== EXERCISE AIM ==
Look for the line with "Task: Click on the home-button"; please transcribe it and every later line in the entries exactly, up to the end, leaving pictures out.

Stored data entries
************

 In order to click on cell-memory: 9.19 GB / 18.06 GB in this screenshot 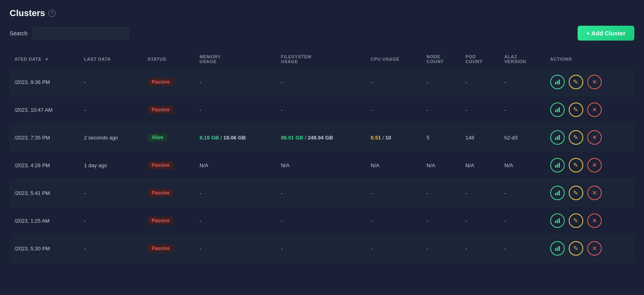, I will do `click(235, 137)`.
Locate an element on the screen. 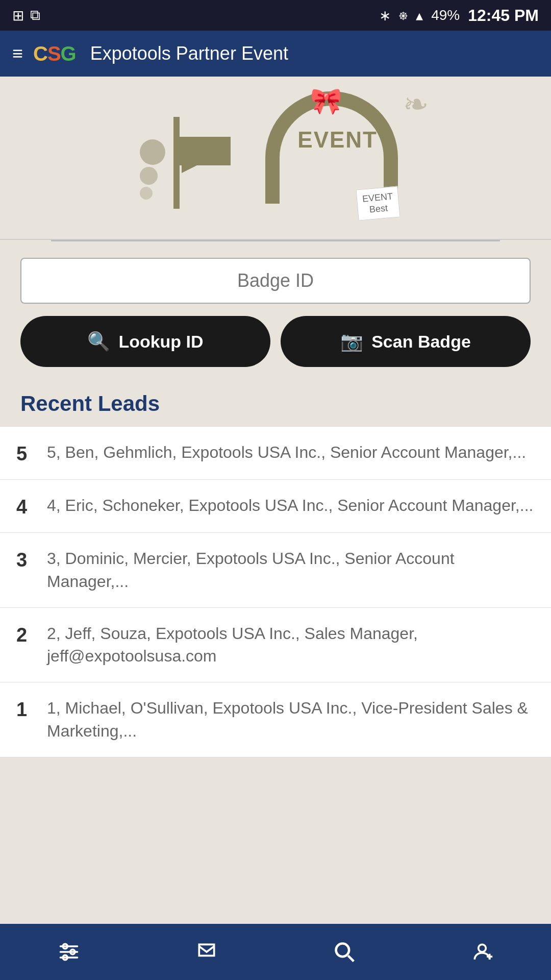 The image size is (551, 980). recent-leads-header: Recent Leads is located at coordinates (276, 405).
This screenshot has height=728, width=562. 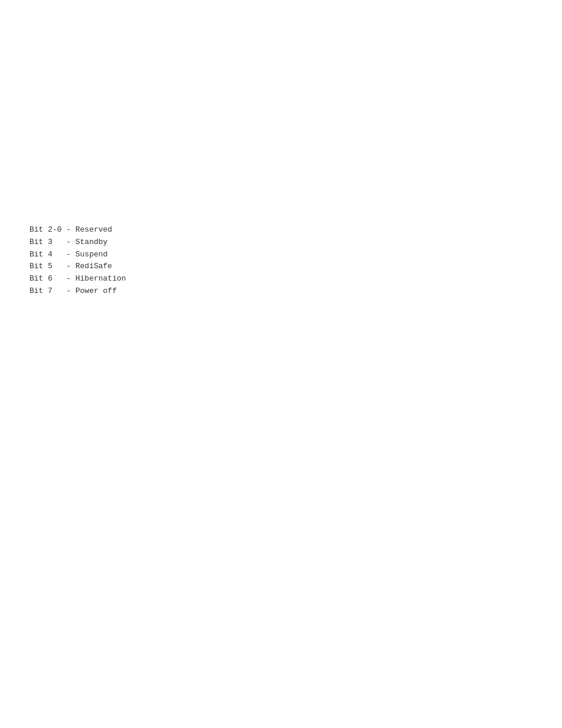 I want to click on bit-definitions-list: Bit 2-0 - ReservedBit 3 - StandbyBit 4 -…, so click(x=78, y=261).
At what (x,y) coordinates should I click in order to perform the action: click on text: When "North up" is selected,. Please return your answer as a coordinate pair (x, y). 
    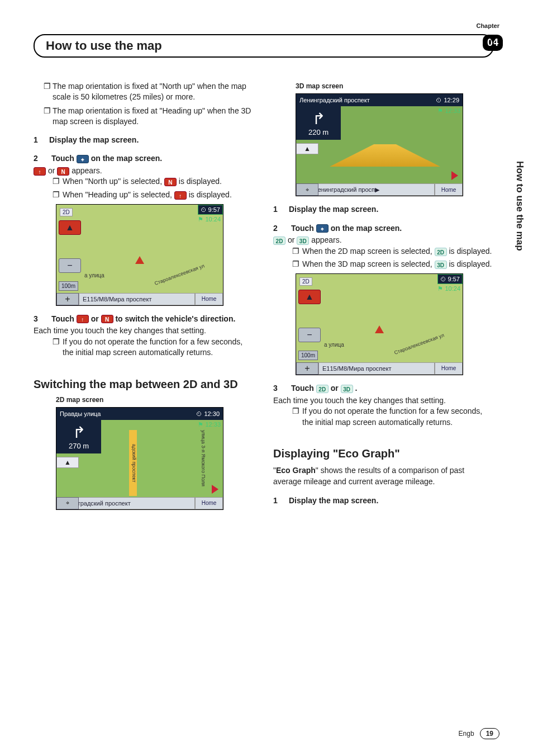
    Looking at the image, I should click on (112, 181).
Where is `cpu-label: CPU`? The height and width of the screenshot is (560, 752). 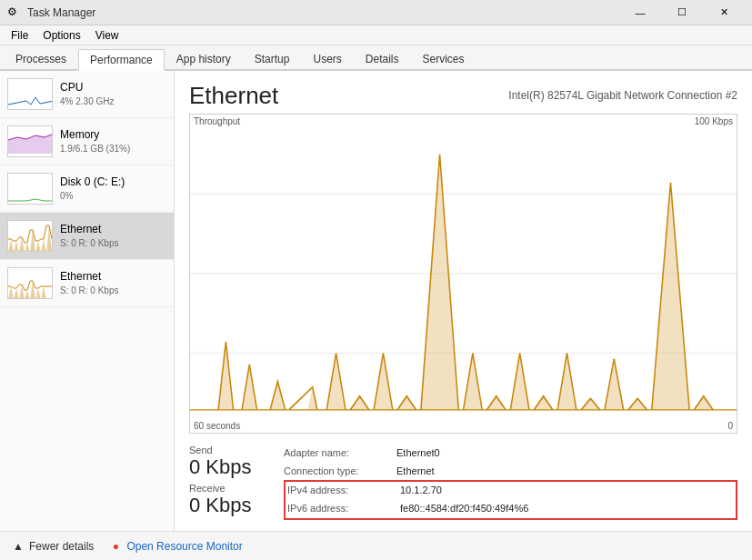
cpu-label: CPU is located at coordinates (87, 87).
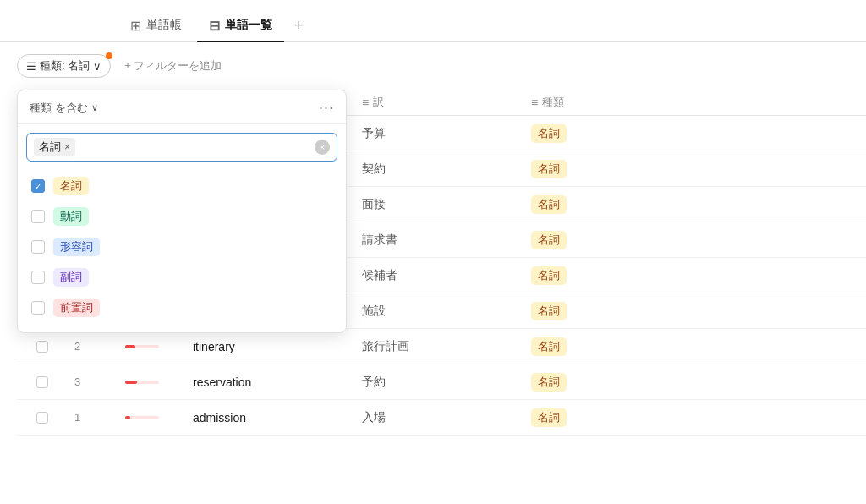 This screenshot has width=866, height=504. I want to click on filter-icon: ☰, so click(31, 66).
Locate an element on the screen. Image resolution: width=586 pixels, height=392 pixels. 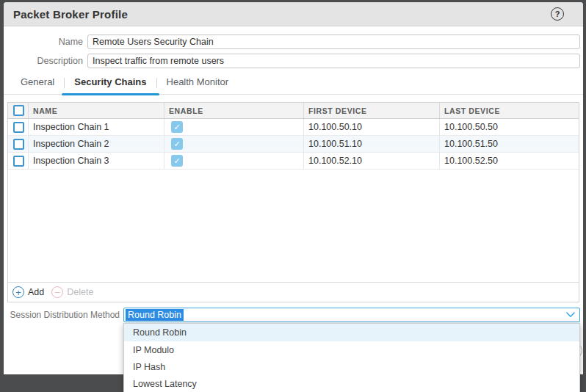
column-header-enable: ENABLE is located at coordinates (234, 110).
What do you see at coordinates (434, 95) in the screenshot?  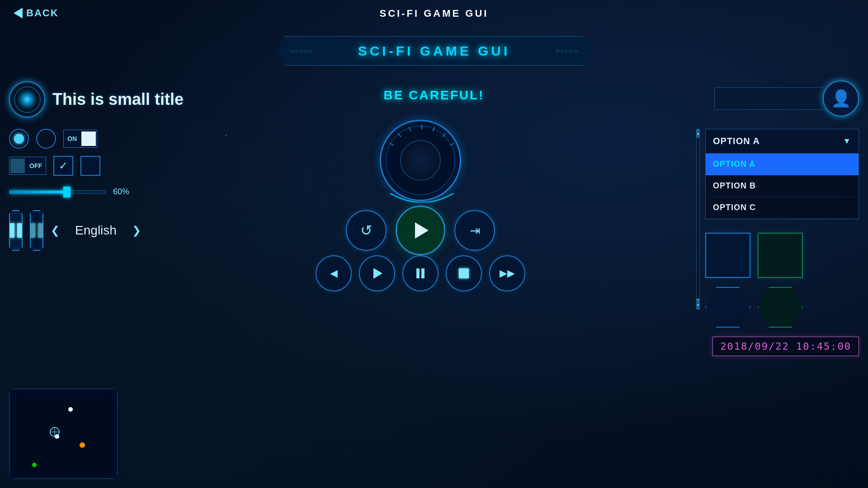 I see `be-careful-label: BE CAREFUL!` at bounding box center [434, 95].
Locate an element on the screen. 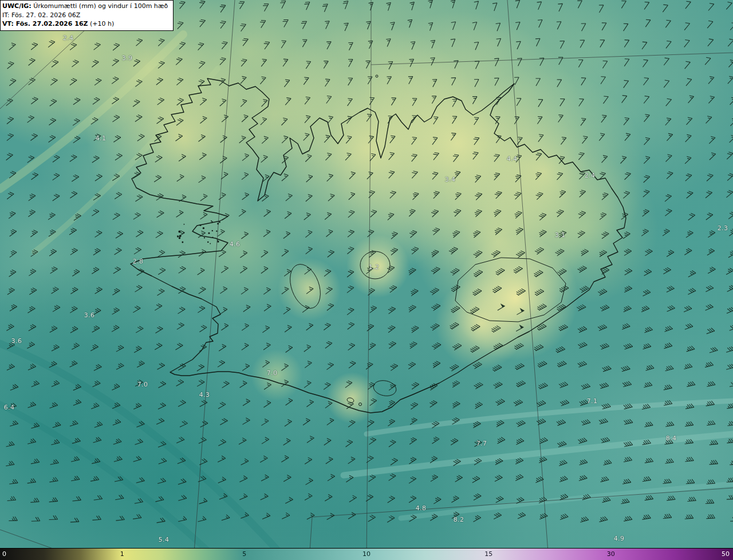 The image size is (733, 560). init-time-line: IT: Fös. 27. 02. 2026 06Z is located at coordinates (85, 15).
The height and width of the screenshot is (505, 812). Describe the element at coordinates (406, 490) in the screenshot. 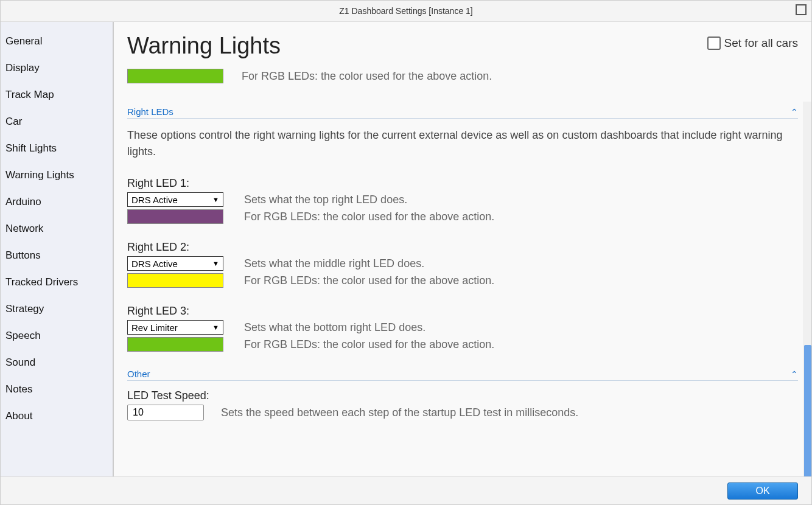

I see `footer: OK` at that location.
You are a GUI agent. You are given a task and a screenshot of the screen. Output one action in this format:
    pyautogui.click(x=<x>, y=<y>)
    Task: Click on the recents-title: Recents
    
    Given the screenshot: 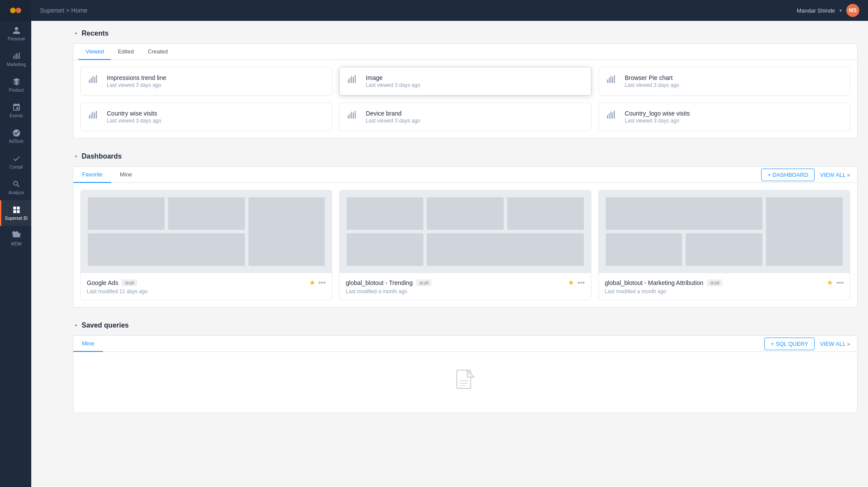 What is the action you would take?
    pyautogui.click(x=95, y=33)
    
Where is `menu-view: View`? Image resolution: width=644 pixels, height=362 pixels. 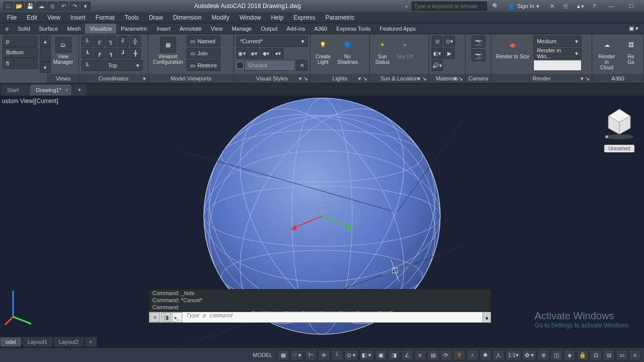
menu-view: View is located at coordinates (54, 18).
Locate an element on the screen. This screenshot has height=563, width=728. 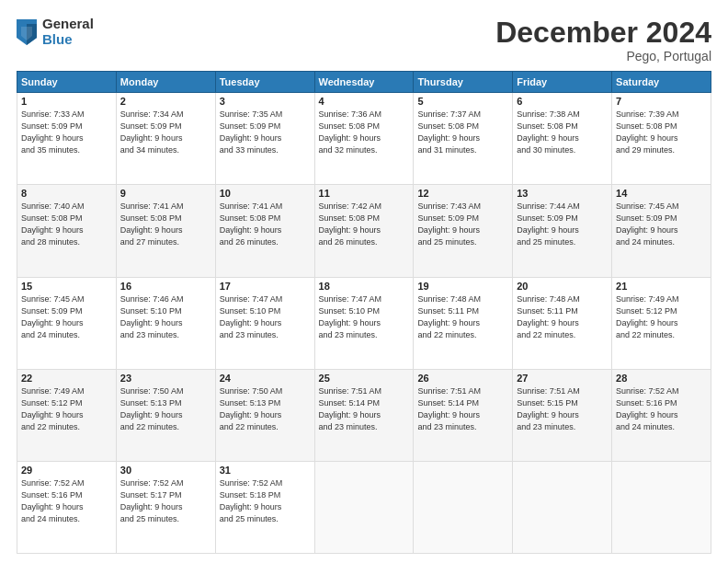
day-number: 30 is located at coordinates (165, 470).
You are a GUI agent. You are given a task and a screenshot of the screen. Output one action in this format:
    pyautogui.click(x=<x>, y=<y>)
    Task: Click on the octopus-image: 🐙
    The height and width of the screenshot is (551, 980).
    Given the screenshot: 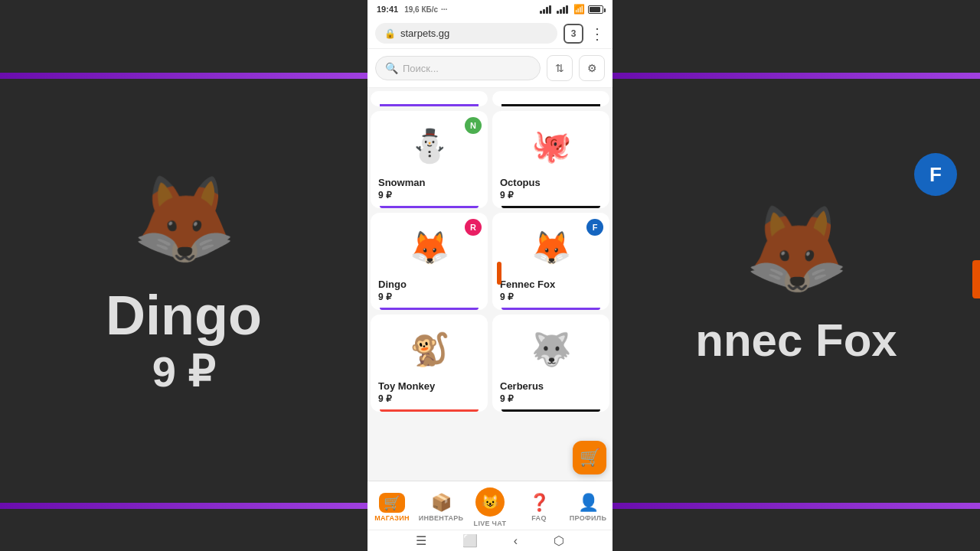 What is the action you would take?
    pyautogui.click(x=551, y=145)
    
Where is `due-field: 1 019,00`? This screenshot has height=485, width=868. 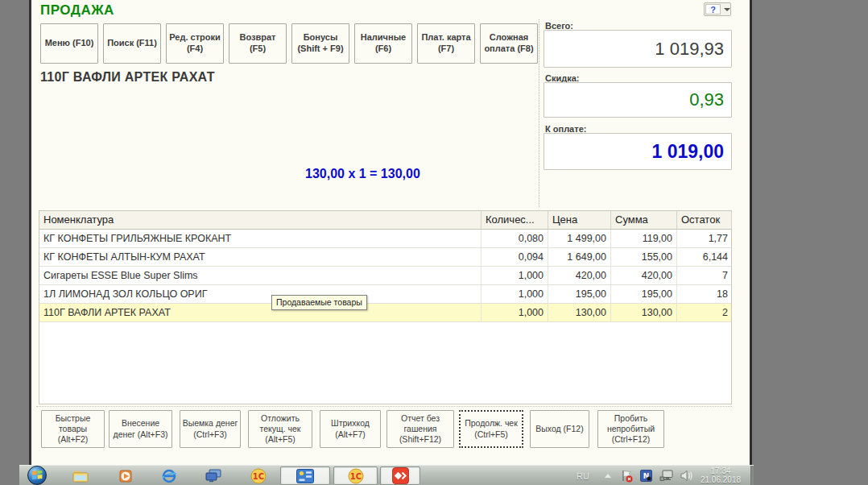
due-field: 1 019,00 is located at coordinates (638, 151).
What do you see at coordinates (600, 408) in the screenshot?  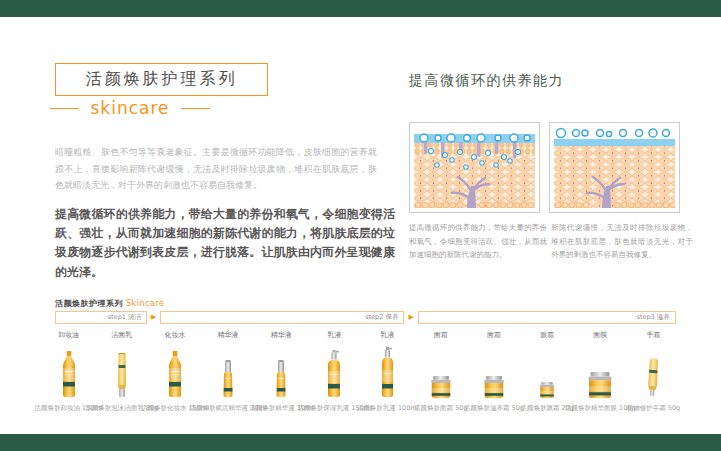 I see `product-caption: 活颜焕肤精华面膜 100g` at bounding box center [600, 408].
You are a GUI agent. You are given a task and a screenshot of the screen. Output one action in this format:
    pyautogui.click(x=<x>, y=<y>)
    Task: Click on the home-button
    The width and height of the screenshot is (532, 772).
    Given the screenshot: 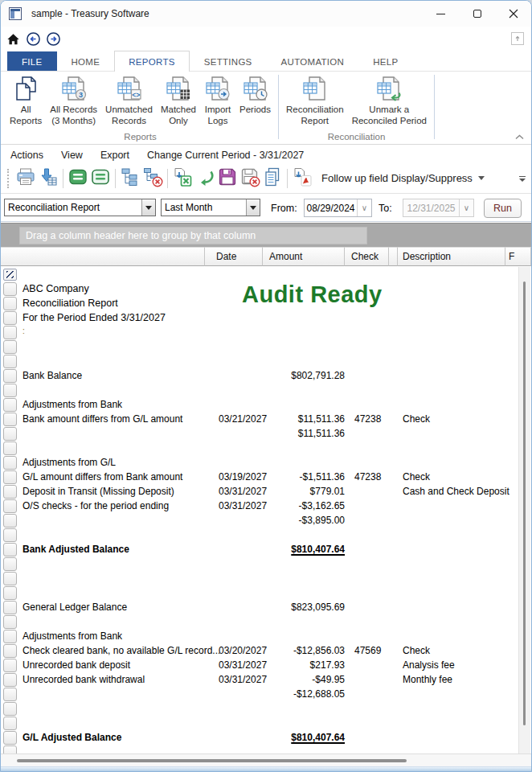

************

== RESULT OF THE EXERCISE ==
    Task: Click on the home-button
    The width and height of the screenshot is (532, 772).
    Given the screenshot: 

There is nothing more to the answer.